Robby asks where the Preface to
Miss Julie can be found; you can locate it on page 1666 of
Stages of Drama. If you're curious about the playwright's background and biography, our text's publishers have provided a few links:
http://www.kirjasto.sci.fi/strindbe.htm ;
http://www.strindbergsmuseet.se/english/life.html ; and
http://www.extrapris.com/astrindberg.html.
The first passage in Strindberg's Preface provides an interesting intersection with the Lawrence Levine article:
"Like the arts in general, the theatre has for a long time seemed to me a ... picture Bible for those who cannot read, and the playwright merely a lay preacher who hawks the latest ideas in popular form, so popular that the middle classes - the bulk of the audiences - can grasp them without racking their brains too much. That explains why the theatre has always been an elementary school for youngsters and the half-educated ... who still retain a primitive capacity for deceiving themselves and for letting themselves be deceived ..." (Stages of Drama 1666).
Clearly Strindberg includes social class as an integral part in his formulation of theatre; much of the conflict in
Miss Julie derives from the difference in the characters' caste and social programming. Given Strindberg's notorious misogyny, much focus tends to fall on the gender conflict (what has sometimes been dubbed "the war between the sexes") in the play, but rank and social status are absolutely inextricable from its structure.
Here are some questions to ponder for our discussion (whether you choose to meditate upon them is up to you):
Miss Julie was written for a society transforming rapidly - within the span of a single generation - from a highly demarcated, aristocratic structure, under the influence of democratization, political liberalization, and industrialization. What conflicts and tensions does the play bring to light?
How does this play appeal to different audiences? Given Strindberg's comments in the Preface, for whom has the play been built, and how? To whom does it speak, and on what levels?
Realism and Naturalism have often been touted as marking the democratization of theatre. Does Levine's argument regarding Shakespeare's removal from popular American culture cast any doubt on this narrative, or does it reinforce it?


To do:
Look through the entries below. Report each line that has the word "pixels" in it.

Source data:
[Start of section]
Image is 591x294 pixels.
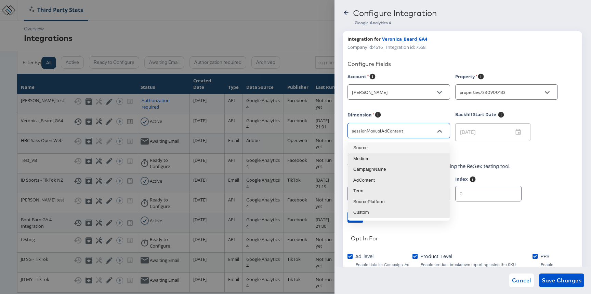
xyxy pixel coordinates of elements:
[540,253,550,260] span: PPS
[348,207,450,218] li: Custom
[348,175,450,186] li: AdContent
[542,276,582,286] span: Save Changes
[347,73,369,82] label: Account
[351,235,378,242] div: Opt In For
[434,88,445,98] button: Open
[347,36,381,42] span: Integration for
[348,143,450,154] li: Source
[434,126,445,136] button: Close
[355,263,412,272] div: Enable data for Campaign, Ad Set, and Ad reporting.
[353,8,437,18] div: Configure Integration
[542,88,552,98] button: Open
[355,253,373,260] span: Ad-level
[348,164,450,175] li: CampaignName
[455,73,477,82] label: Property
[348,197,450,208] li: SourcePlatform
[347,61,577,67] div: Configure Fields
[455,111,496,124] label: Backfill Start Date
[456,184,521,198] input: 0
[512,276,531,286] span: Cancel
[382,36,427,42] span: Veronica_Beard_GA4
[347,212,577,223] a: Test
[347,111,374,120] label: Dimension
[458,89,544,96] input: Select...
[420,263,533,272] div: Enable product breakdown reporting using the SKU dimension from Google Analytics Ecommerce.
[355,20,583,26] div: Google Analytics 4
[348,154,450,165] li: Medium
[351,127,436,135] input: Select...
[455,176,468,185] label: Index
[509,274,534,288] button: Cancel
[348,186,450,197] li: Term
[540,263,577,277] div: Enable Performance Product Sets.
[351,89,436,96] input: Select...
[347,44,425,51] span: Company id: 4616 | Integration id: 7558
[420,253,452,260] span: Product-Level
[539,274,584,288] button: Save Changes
[End of section]
[Start of section]
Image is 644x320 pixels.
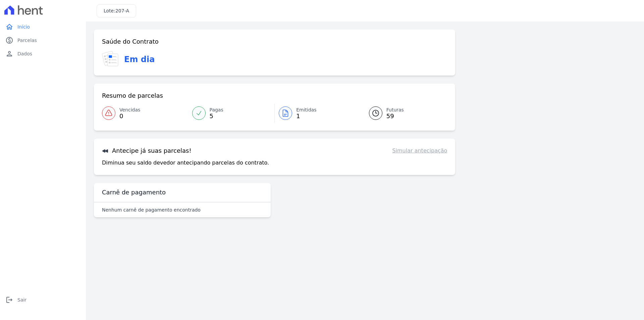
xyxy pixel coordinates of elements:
[End of section]
Finished exercise:
Image is 591x294 pixels.
Image is 644x320 pixels.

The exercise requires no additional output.